Making a proposal looks like: a specific ask, a concrete change, a request for consensus. It has a clear endpoint. It should have a clear endpoint. That's what makes it a proposal.

These are both legitimate activities. They usually happen in sequence -- the first kind of thinking leads to the second, eventually, when it leads anywhere. But treating them as the same thing, or demanding the second before the first has run its course, short-circuits the process. You end up with proposals that haven't been stress-tested, because nobody was allowed to poke at the ideas before they hardened.

it happens all the time: someone thinks the way to get something done is via Consensus Proposal, so they go write the proposal and bring it to the meeting, and people say, "this is weird thinking for X, Y, and Z reasons." Proposals are what happen after consensus has generally been established... which in turn is established through exploratory conversation.

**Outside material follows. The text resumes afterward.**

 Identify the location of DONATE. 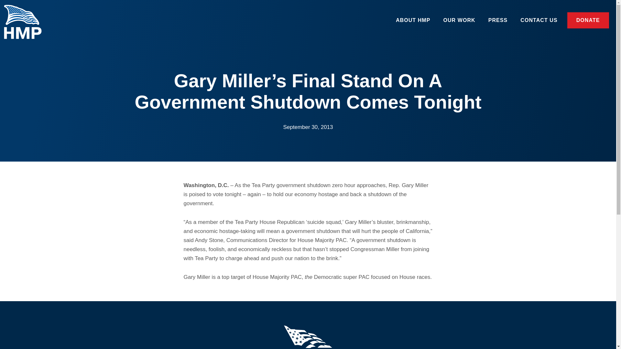
(586, 20).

The anarchist angle[edit | edit source]

When there's no legible structure, informal power fills the gap. The prescription is to make structure visible.

Building legible structure requires the freedom to propose, discuss, discard, and reformulate -- in public, with other people, without each iteration being treated as a binding commitment. Proposals emerge from conversation. Consensus requires proposals. The conversation has to come first.

If the only acceptable form of public speech is the finished proposal, then the people who get to shape proposals are the people who already have the social relationships to do the pre-work in private.

Thinking out loud is community-building strategy. It's how you find the people who care about the same things you care about, before you've committed to any particular solution. It's how you discover that your half-formed idea was also someone else's half-formed idea, and together you have something worth proposing.

What this page is for[edit | edit source]

I wanted a place to point when someone asks why i operate the way i do, or suggests i should operate differently.

I know some people find long public threads stressful. i know not everyone has the energy to follow a thread that hasn't arrived anywhere yet. but those are not imperatives for broad cultural imposition: those are personal limitations that we can and should mitigate through other strategies.

Keeping exploratory thinking private until it's polished enough to be a formal proposal has costs too. It makes the formative stage of ideas invisible. It keeps new voices out of the part of the process where things are still actually malleable.

And mostly, it makes Noisebridge smaller and less weird, which is the opposite of what i'm going for.

I've been thinking out loud at Noisebridge since before i became a Member here (2009). I expect i'll keep doing it.

If you're the kind of person who thinks out loud too: you belong here. Come find me.